Spiderweb spun cloud/Delicate as the rainfall/City starts its day

Happy cloud poodle/Bursting with life and hope/Bold winter beauty

Lightening against the sky/Nature’s own nucleus/Marvellous Maple

And here’s one that cracked my 7-year-old up when I read it out to him, putting things in perspective somewhat, and made me want to try to write more Haiku that would make him laugh:

Pencil case puppy/You lie on the windowsill/While I am crying

Finally, it’s not a Haiku, but rereading Ezra Pound’s In the Station of the Metro blew my mind a little:

The apparition of these faces in the crowd:

Petals on a wet, black bough.

Perfection in a little poem.

It’s me, hi, I’m the problem, it’s me

Mental health, Motherhood

Why do I love this line from Taylor Swift’s song so much? Why do I want to play Anti-Hero on repeat?

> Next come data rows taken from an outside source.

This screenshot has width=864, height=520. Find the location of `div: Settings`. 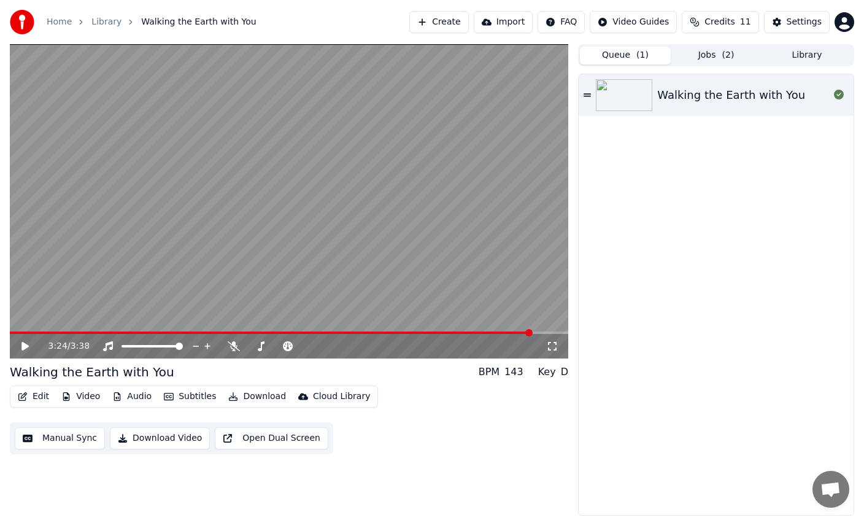

div: Settings is located at coordinates (804, 22).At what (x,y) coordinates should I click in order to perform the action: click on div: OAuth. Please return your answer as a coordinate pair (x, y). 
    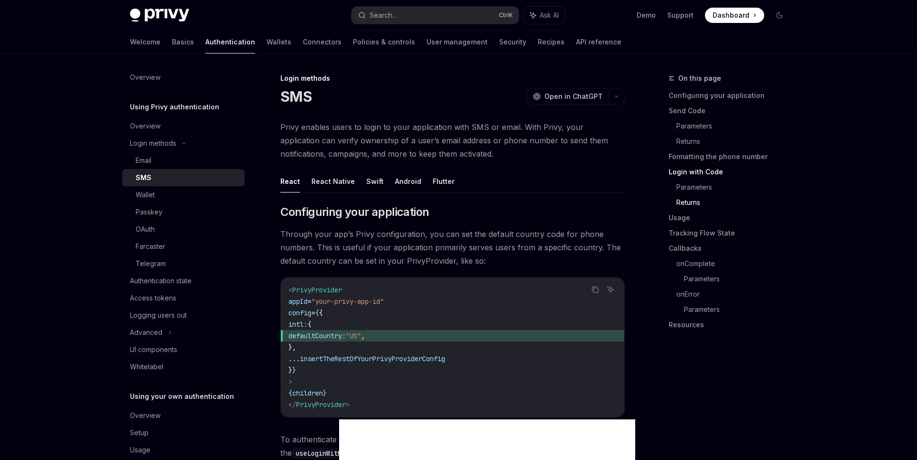
    Looking at the image, I should click on (145, 229). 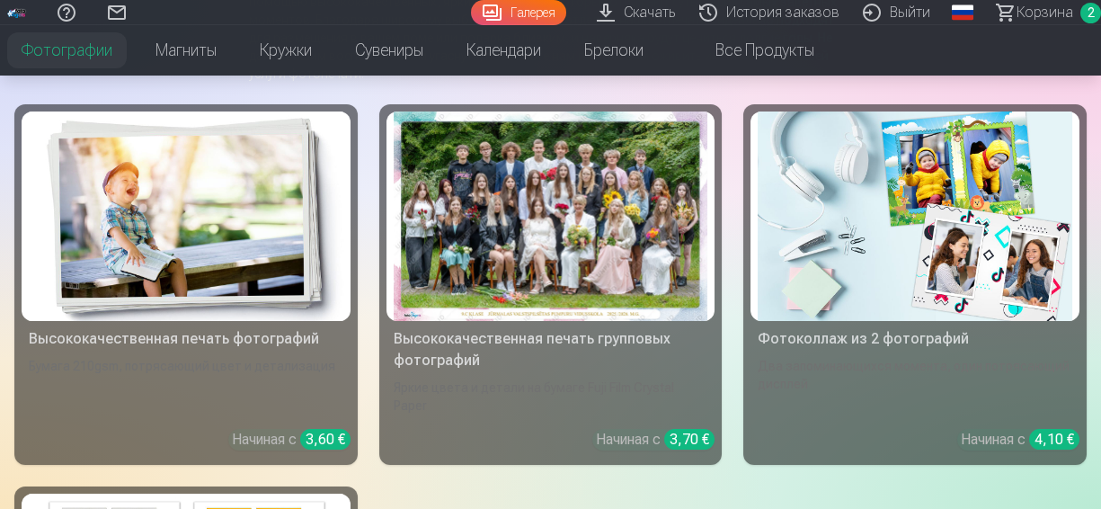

Am I a Tween, filled with so much hope and hormones, hoping that one day I will be just like the powerhouse Taylor, who writes songs and writes off men with equal panache?

No. I love it because – whatever the song is truly about – it makes me just stop and go: Hang on. You’ve tumbled back again, taken twenty leaps backward after those moves forward you made to better your life, eat well, exercise, make a constructive plan for the future, get your finances in order, stop scrolling, become a suddenly beatifically patient person, insert here the thing you need to do to improve yourself.

Is the song about taking responsibility, or is it about taking blame? Now I am trying to navigate the difference between the elegance of personal responsibility and the brutality of blaming myself for all the stuff that is going on in my life. I like the song on a visceral level. It’s me, hi, I’m the problem, it’s me. It allows me to think on to ruminate on what I should do about this problem that is me.

Is there freedom in saying It’s me, hi, I’m the problem, it’s me? I think so. Because any other way of thinking is a set up for despair. But, you know, not too much It’s me, hi, I’m the problem, it’s me, because that, too, is a set up for despair.

I read this morning that your children are like a mirror back to you, their brilliance at mirroring your foibles as piercing and as shattering as that reflector would be if it broke into spikes and pierced you right through the heart. Oh I’ve heard this so many times: your children are reflecting back to you what you are, or they are mirroring back to you whatever stress, worry, anger, joy, content and resilience you may be feeling.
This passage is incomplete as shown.